Al-An deSouza’s works have been exhibited extensively including at The Pompidou Centre, Paris; Moderna Museet, Sweden; Mori Art Museum, Japan; Johannesburg Art Gallery, South Africa; Hayward Gallery, UK; International Center of Photography, NY; Stedelijk Museum, The Netherlands; Museum Kunst Palast, Germany; Museo Tamayo, Mexico; Memphis Brooks Museum, TN; Museum for African Art, NY; Smithsonian Museum, DC; Philadelphia Museum of Art; Gwangju Biennale, Korea; 3rd Guangzhou Triennale, China; Yerba Buena Center for the Arts, SF; Fowler Museum, LA; Blaffer Art Museum, TX; and Krannert Art Museum, Champaign, IL. In 2011, on an invitation by The Phillip’s Collection, deSouza created The World Series in response to Jacob Lawrence’s Migration Series, and their work was subsequently featured in a solo exhibition at the museum along with Lawrence’s works. They recently were featured in an expansive solo at The Johnson Museum at Cornell University, NY.
Al-An deSouza was born in 1958 in Nairobi, Kenya to immigrant parents of Indian descent and grew up in the United Kingdom. They graduated from the Bath Academy of Fine Art, England with a BA in Fine Art, participated in the Independent Study Program of the Whitney Museum of American Art in New York and obtained their MFA in Photography from UCLA, Los Angeles. deSouza’s publications include “How Art Can Be Thought: A Handbook for Change” in which they examine how art is discussed, valued and taught within a politicized global culture while in their novel Ark of Martyrs the artist pens a fictional rewrite of Joseph Conrad’s 1899 novel Heart of Darkness blending poetry, rap and prose through a contemporary prism.
Al-An deSouza lives and work in the Bay Area, California, where they are a professor in the Department of Art Practice at University of California, Berkeley.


### PROBLEM
From the listing below, output only the lines starting at the line that has "Image is 868x467 pixels." and ending at the line that has "Image is 980x469 pixels.", exactly as they appear, ends included.

▬▬▬▬▬▬

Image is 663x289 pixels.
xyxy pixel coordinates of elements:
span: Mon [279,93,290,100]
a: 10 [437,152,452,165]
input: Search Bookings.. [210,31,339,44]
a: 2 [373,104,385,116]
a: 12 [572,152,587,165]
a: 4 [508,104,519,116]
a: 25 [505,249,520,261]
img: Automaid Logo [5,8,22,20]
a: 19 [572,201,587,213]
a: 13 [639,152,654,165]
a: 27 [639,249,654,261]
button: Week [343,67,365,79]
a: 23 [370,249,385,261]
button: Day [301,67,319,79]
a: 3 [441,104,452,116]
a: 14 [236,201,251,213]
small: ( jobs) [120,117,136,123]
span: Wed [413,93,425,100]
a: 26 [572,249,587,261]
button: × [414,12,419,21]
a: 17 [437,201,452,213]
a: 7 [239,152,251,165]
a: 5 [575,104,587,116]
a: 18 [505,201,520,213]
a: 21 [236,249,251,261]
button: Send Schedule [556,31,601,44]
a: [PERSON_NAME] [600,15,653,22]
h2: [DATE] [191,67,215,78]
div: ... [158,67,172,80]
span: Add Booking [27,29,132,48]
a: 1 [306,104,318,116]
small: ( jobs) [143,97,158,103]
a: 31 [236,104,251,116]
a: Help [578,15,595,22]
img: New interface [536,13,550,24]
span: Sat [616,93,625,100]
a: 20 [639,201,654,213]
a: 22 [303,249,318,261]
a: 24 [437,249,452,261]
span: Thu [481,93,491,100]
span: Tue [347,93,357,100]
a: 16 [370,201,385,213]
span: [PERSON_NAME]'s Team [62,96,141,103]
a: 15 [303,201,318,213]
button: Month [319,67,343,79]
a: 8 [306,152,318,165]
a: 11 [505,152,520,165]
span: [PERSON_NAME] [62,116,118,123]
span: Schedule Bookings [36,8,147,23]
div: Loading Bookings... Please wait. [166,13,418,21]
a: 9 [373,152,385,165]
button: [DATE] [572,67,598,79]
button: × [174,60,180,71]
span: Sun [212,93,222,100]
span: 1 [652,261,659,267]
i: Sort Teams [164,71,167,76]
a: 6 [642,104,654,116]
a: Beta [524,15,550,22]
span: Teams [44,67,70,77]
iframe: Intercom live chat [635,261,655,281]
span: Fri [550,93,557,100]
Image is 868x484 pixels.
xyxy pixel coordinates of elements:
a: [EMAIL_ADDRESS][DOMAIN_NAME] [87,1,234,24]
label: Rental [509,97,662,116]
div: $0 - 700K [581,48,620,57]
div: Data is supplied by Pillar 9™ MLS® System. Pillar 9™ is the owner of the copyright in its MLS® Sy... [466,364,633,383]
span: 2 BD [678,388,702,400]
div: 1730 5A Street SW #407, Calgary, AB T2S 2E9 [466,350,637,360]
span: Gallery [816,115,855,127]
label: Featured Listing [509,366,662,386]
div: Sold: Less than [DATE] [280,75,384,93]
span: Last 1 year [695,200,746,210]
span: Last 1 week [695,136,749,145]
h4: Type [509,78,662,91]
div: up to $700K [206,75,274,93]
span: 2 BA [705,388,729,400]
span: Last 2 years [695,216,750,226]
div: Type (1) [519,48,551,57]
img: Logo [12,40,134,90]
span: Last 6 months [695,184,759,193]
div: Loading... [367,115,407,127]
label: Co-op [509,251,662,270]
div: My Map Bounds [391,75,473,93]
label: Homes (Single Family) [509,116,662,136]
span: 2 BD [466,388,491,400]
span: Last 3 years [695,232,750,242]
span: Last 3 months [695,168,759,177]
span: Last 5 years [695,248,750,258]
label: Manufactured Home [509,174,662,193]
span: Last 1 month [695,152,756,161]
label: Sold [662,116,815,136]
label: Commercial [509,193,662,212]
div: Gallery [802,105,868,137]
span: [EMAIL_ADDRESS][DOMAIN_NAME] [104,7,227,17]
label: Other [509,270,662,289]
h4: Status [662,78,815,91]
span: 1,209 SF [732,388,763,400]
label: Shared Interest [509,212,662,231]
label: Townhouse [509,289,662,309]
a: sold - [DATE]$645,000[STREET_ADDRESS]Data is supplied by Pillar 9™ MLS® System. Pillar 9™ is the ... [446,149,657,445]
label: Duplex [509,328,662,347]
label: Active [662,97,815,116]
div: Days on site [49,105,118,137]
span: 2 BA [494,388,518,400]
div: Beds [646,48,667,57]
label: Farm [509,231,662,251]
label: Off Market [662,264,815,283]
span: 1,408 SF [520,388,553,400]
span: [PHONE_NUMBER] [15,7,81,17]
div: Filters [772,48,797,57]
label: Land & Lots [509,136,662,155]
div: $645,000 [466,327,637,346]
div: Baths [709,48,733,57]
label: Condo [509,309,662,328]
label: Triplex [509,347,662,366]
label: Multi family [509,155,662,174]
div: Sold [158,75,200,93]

▬▬▬▬▬▬

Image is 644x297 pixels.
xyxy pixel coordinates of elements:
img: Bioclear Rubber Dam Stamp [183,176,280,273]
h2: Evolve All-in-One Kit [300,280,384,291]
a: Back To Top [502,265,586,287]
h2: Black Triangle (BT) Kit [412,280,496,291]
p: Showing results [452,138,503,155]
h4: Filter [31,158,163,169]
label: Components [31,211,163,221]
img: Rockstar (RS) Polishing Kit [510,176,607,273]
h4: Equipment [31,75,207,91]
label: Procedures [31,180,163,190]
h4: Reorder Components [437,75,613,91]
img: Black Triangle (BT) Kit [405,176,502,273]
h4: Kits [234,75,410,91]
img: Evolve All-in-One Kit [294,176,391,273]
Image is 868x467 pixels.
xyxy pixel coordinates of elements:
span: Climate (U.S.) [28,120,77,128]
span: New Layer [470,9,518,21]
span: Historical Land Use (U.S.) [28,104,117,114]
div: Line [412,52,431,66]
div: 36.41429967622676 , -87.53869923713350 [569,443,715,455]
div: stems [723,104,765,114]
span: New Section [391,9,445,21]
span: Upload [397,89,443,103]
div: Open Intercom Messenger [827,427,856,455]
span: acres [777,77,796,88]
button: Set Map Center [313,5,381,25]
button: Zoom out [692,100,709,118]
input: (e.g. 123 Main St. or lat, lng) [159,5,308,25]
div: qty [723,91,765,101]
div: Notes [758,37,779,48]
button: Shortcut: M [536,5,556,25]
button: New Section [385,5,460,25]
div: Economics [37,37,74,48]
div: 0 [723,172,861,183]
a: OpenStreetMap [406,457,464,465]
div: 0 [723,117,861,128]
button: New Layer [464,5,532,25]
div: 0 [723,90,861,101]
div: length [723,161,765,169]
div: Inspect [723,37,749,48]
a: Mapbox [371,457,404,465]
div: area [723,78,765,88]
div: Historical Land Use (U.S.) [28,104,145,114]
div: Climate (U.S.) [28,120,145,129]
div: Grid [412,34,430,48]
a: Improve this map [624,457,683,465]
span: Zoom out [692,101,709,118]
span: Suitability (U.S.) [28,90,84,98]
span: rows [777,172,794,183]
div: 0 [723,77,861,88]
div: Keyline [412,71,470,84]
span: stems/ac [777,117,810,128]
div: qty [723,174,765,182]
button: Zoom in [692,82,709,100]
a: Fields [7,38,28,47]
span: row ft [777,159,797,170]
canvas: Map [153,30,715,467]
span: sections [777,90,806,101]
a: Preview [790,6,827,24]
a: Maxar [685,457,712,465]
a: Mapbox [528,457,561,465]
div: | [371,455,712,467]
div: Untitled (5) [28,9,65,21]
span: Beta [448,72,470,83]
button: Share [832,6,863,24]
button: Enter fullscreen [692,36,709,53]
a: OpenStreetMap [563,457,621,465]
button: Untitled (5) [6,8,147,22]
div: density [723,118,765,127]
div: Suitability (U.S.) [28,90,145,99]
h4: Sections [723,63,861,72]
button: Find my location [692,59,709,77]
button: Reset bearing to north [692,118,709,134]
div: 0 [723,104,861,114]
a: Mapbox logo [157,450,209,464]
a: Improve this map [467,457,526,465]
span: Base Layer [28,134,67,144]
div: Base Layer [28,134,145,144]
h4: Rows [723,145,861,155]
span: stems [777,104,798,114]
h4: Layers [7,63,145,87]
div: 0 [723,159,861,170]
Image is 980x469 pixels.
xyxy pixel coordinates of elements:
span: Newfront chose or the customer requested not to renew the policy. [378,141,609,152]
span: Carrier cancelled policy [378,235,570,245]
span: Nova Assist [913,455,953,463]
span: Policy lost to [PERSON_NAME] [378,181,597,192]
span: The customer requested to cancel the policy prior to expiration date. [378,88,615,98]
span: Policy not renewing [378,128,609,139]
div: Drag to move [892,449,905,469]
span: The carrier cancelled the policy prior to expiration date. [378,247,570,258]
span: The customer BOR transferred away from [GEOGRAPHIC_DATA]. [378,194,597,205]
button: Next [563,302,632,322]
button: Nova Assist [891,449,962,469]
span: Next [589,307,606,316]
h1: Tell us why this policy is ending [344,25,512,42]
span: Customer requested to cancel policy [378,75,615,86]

▬▬▬▬▬▬

### OUTPUT
Image is 868x467 pixels.
xyxy pixel coordinates of elements:
span: Climate (U.S.) [28,120,77,128]
span: New Layer [470,9,518,21]
span: Historical Land Use (U.S.) [28,104,117,114]
div: Line [412,52,431,66]
div: 36.41429967622676 , -87.53869923713350 [569,443,715,455]
div: stems [723,104,765,114]
span: New Section [391,9,445,21]
span: Upload [397,89,443,103]
div: Open Intercom Messenger [827,427,856,455]
span: acres [777,77,796,88]
button: Set Map Center [313,5,381,25]
button: Zoom out [692,100,709,118]
input: (e.g. 123 Main St. or lat, lng) [159,5,308,25]
div: qty [723,91,765,101]
div: Notes [758,37,779,48]
button: Shortcut: M [536,5,556,25]
button: New Section [385,5,460,25]
div: Economics [37,37,74,48]
div: 0 [723,172,861,183]
a: OpenStreetMap [406,457,464,465]
div: 0 [723,117,861,128]
button: New Layer [464,5,532,25]
div: 0 [723,90,861,101]
div: length [723,161,765,169]
div: Inspect [723,37,749,48]
a: Mapbox [371,457,404,465]
div: area [723,78,765,88]
div: Historical Land Use (U.S.) [28,104,145,114]
div: Climate (U.S.) [28,120,145,129]
div: Grid [412,34,430,48]
a: Improve this map [624,457,683,465]
span: Zoom out [692,101,709,118]
span: Suitability (U.S.) [28,90,84,98]
span: rows [777,172,794,183]
div: 0 [723,77,861,88]
div: Keyline [412,71,470,84]
span: stems/ac [777,117,810,128]
div: qty [723,174,765,182]
button: Zoom in [692,82,709,100]
a: Fields [7,38,28,47]
span: row ft [777,159,797,170]
canvas: Map [153,30,715,467]
span: sections [777,90,806,101]
a: Preview [790,6,827,24]
a: Maxar [685,457,712,465]
a: Mapbox [528,457,561,465]
div: | [371,455,712,467]
div: Untitled (5) [28,9,65,21]
span: Beta [448,72,470,83]
button: Share [832,6,863,24]
button: Enter fullscreen [692,36,709,53]
a: OpenStreetMap [563,457,621,465]
button: Untitled (5) [6,8,147,22]
div: density [723,118,765,127]
div: Suitability (U.S.) [28,90,145,99]
h4: Sections [723,63,861,72]
button: Find my location [692,59,709,77]
button: Reset bearing to north [692,118,709,134]
div: 0 [723,104,861,114]
a: Mapbox logo [157,450,209,464]
a: Improve this map [467,457,526,465]
span: Base Layer [28,134,67,144]
div: Base Layer [28,134,145,144]
h4: Rows [723,145,861,155]
span: stems [777,104,798,114]
h4: Layers [7,63,145,87]
div: 0 [723,159,861,170]
Image is 980x469 pixels.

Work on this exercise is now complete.